A still from Sleep—Andy Warhol

The focus on contemplation comes from a minimalism in relation to cinematic techniques: a slow cutting rate, less camera movement and a general tendency towards long(er) shots over close-ups, as opposed to the constant variation between long shots and close-ups so typical of conventional mainstream cinema (Jaffe: 2014: 4). Lav Diaz’s Melancholia embodies the physical stillness, emptiness and silence so prominent in Slow Cinema, with some shots lasting as long as three minutes. As they say, patience is a virtue.

Fashion, on the other hand, depends on constant and perpetual movement. There’s a much stronger focus on ‘the now’, causing the fashionable to be in a state of constant flux and transition. As Anja Aronowsky Cronberg laments in Issue Five of Vestoj, the depreciation of the present in matters of fashion “is what keeps the wheels of the system turning.”

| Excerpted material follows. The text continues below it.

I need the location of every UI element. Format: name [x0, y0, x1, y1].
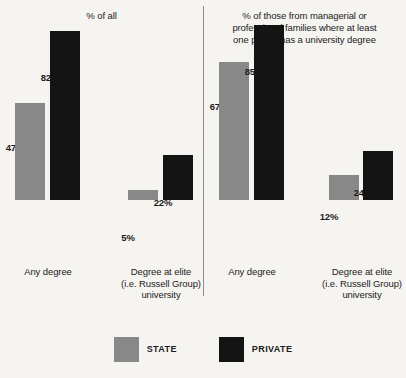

However, Fashion’s dependency on acceleration means that the process of getting ready is seen as an activity that should take very little time. In the 18th and 19th centuries, more thought was put into dressing, which was made up of several different stages of preparation, and the bourgeois societies were expected to change clothes at least once a day.

Pina Bausch

Contemporary Slow Fashion harks back to these notions of contemplative dressing, but in terms of production rather than the actual act of getting dressed. Just one pair of Faustine Steinmetz’s reconstructed artisanal jeans takes 45 hours and three pairs of recycled jeans to weave – with a lot less waste involved.

Bausch’s soft movements juxtapose the precision of classical ballet and transition effortlessly from one level to the next, causing her entire form to move like magma. This particular choreography exudes a vulnerability and sensuality that feels entirely different to her Sacrificial Dance from Rite of Spring (3:34). In this routine, Bausch violently hurls herself across the stage and becomes stiffened, sharp and ecstatic. Such distinction serves to enhance the subtle pleasures of slowing down, which enables the body to morph, transform and sweep freely.

In matters of expression, slowness is multifaceted and serves to bring out the best in various art forms. It has become a tool for the onlooker who unlocks their own interpretation and discovers, with a bit of extra hard work, the unseen textures in a painting at first glance. It may take a little longer to plough through chunks of large text (to get to the damn point), but isn’t it great to discover these smaller details? Isn’t it more pleasurable to wait and see?

And, in matters of ‘stuff’, can slowness save the planet? Food for thought.